§ Concepts

Knowledge Base.

Reusable architecture, security, and compliance entries.

The Knowledge Base is a workspace-scoped library of reusable spec fragments. Everything a project would otherwise have to re-author from scratch — a known compliance posture, a deployment topology, a partner integration shape — can live here and be pulled into a new project as a seed.

Three kinds of entries #

TypeWhat it isWhen you'd use one
specA finished SpecGraph spec from a previous project, archived for reuseNew project that's a "v2" or sibling of a shipped one
brownfieldA description of an existing system, captured as a spec-shaped documentBuilding on top of a system you didn't originally spec
templateA scaffold with phase content pre-filled — e.g. "FedRAMP-Moderate web service"Repeated work in regulated verticals

Templates are the most common reason teams adopt the KB. The other two are essentially "a complete spec, frozen."

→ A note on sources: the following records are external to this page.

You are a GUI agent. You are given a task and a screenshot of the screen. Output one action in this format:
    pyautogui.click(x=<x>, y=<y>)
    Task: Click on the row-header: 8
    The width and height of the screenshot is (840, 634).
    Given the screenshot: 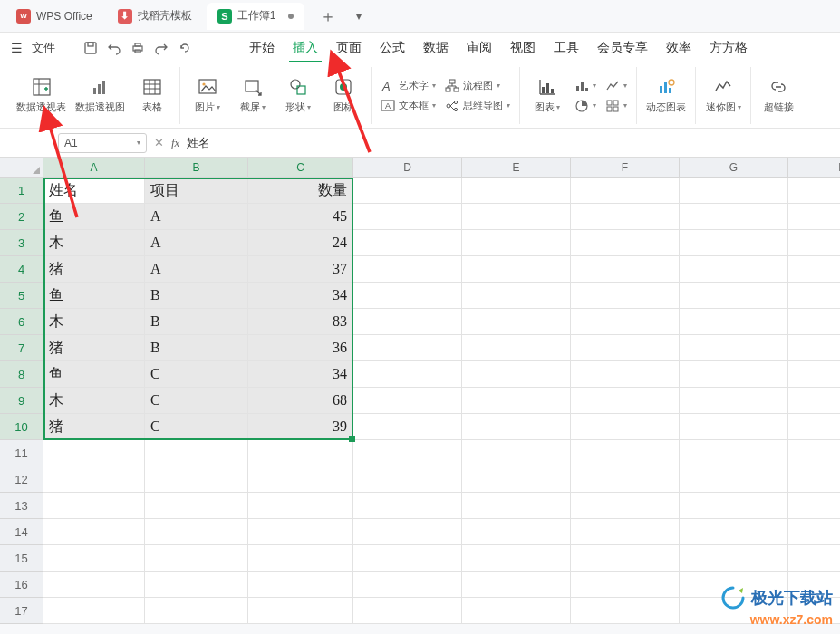 What is the action you would take?
    pyautogui.click(x=22, y=375)
    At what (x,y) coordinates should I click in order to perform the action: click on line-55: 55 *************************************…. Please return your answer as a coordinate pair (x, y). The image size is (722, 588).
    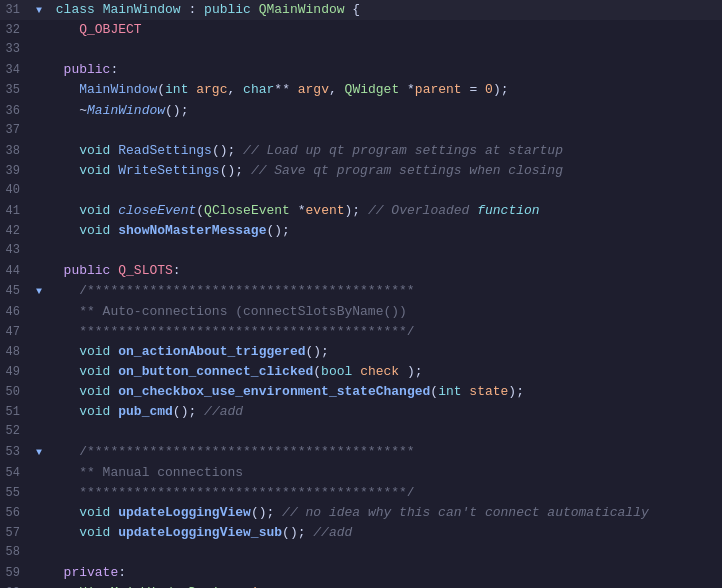
    Looking at the image, I should click on (361, 493).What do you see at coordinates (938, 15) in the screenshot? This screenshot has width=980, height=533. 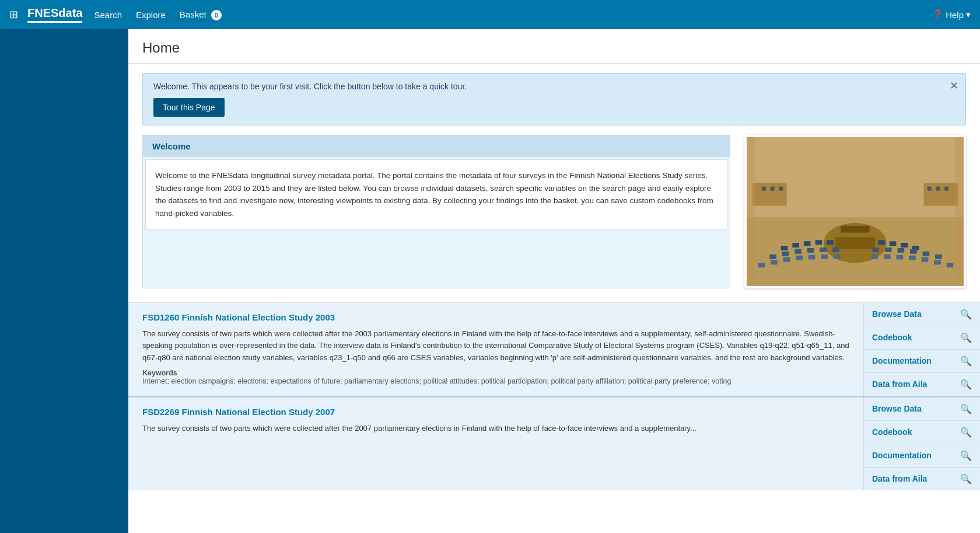 I see `help-icon: ❓` at bounding box center [938, 15].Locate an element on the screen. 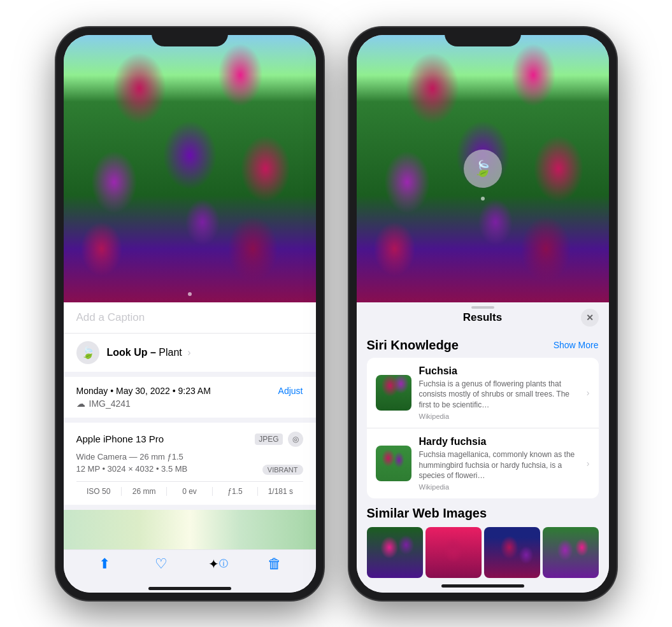 The image size is (672, 627). spec-mm: 26 mm is located at coordinates (144, 491).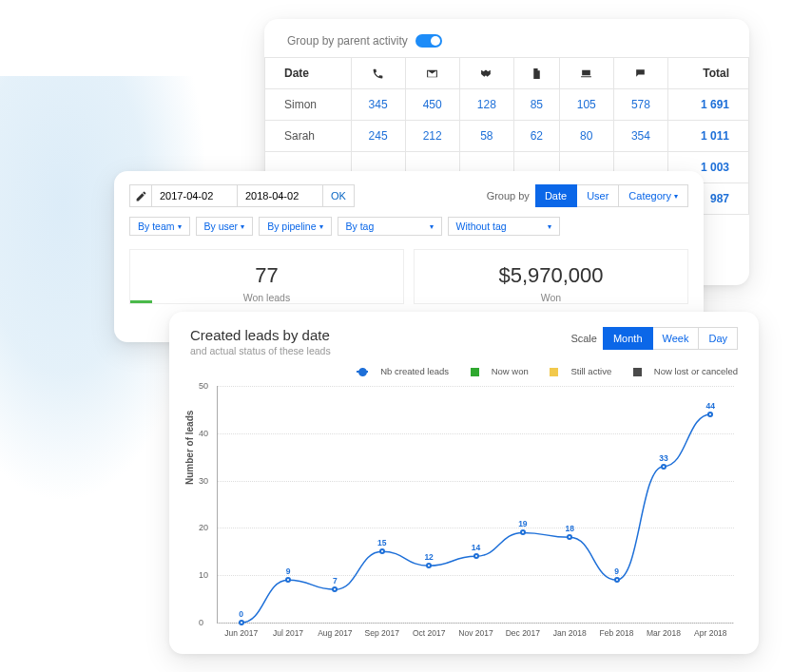  What do you see at coordinates (203, 528) in the screenshot?
I see `y-tick: 20` at bounding box center [203, 528].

Verticals and classification #

Every KB entry has two facets baked into the schema:

  • Verticalfederal, state-local, healthcare, finance, education, energy, defense, enterprise, or public-safety.
  • Classificationpublic, internal, sensitive, or cui (controlled unclassified information).

Classification controls who can read the entry. Anything sensitive or cui requires the viewer to have an explicit grant on the entry, even if they're an editor on the workspace. This is intentional — KB entries are how compliance posture leaks across teams, and the system is conservative.

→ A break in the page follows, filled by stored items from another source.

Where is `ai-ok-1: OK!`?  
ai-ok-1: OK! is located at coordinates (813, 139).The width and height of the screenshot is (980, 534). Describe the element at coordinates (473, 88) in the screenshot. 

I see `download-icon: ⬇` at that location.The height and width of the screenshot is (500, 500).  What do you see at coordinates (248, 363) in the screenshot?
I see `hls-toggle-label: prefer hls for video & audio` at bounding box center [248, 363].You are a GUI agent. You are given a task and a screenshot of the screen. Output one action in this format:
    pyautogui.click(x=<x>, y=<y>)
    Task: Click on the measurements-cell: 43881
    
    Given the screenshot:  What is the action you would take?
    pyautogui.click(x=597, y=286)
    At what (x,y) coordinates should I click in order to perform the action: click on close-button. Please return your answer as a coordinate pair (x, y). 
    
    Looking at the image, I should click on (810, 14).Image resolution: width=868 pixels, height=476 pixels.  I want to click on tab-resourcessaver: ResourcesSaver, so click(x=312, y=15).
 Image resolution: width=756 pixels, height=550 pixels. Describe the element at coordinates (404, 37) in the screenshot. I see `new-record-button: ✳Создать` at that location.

Seeding a project from the KB #

In the New Project wizard, the "Seed from knowledge base" picker shows every entry the current user is allowed to read. Picking one copies its content into the new project as a starting point — the original is untouched. Edit freely; nothing flows back to the KB unless someone explicitly publishes the result.

You can also pull a single phase from a KB entry mid-project, via the phase header menu (More → Pull from KB).

When to add an entry #

The right time to write a KB entry is the second time someone re-authors the same content. The first time, you're discovering what the right shape is. The second time, you're paying for the lack of an entry. The third time, you're embarrassed.

Entries can be added by any workspace editor; sensitive/CUI entries require an admin to publish.